Analysis of children’s drawing Lessons by Elena Makarova
The child pokes a lead into a white sheet, puts a dot, a squiggle, closes the lines in circles or ovals. Ask him what it is and he will tell you whole stories.
“He speaks well, but he doesn’t know how to draw,” the parents lament, “it’s time to get down to it. This is a house with a chimney – here is a large square, there are windows in it, two small squares, and a triangle on top. A modern city child does not see such houses, but drawing them is easy and pleasant. This is how stereotypes are born, which are difficult to get rid of. In those first drawings, misunderstood by adults, children created their own sign system with the help of kalyak-malyak. We invaded the process without knowing the ABCs of children’s pictorial language.

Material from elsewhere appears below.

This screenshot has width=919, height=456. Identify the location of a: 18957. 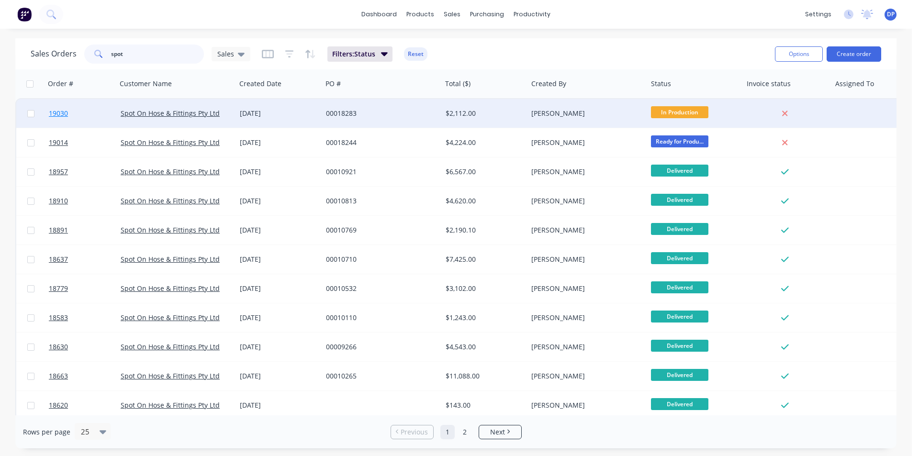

Each child has his own doodles, his own set of elements, the construction of the composition, etc. Let’s take, for example, a circle. The repeated repetition of this element testifies both to obsession and the desire to bring everything into one, to collect into a whole; many circles – this is a whole system of closed worlds. Sharp lines can express aggressiveness, impatience, and loneliness… Kandinsky and Klee wrote about the symbolic meaning of elementary forms in art at the beginning of the 20th century. After going through figurative art, they returned to the “line and dot” and, by conjugation of these simple forms, created their own universe.
Artists returned to the childhood of civilization. They turned to the symbolic language of ancient rock carvings. From them – to children’s drawings. At the beginning of the 20th century, multi-volume studies were devoted to the analysis of children’s creativity. Artists have fallen into childhood in the truest sense of the word. They began to play cubes and pyramids. This is how modern cities, skyscrapers, moon rovers and other delights of civilization arose.
Children comprehend the structure of the world with the help of symbols. We are in a hurry to teach them the superficial depiction of real objects, take them away from their own tasks and, as a result, do not let them live through the most important phase of childhood.
Drawing, children tend to fill the entire space of the sheet, because the drawing is the whole world. As a rule, they define the bottom (earth) and the top (heaven) and everything they have to say is placed within these limits. But in each group there will definitely be two or three children for whom boundaries do not exist. They twist the sheet in all directions and draw from any arbitrary point.
“Is nature conceived by melody or by movement? – the five-year-old girl asked herself and answered: – Of course, both in melody and in movement. The world is one. So, everything should be in it at once.
http://www.mydetstvo.com/
Only the best offers, interesting company news, useful innovations and no spam!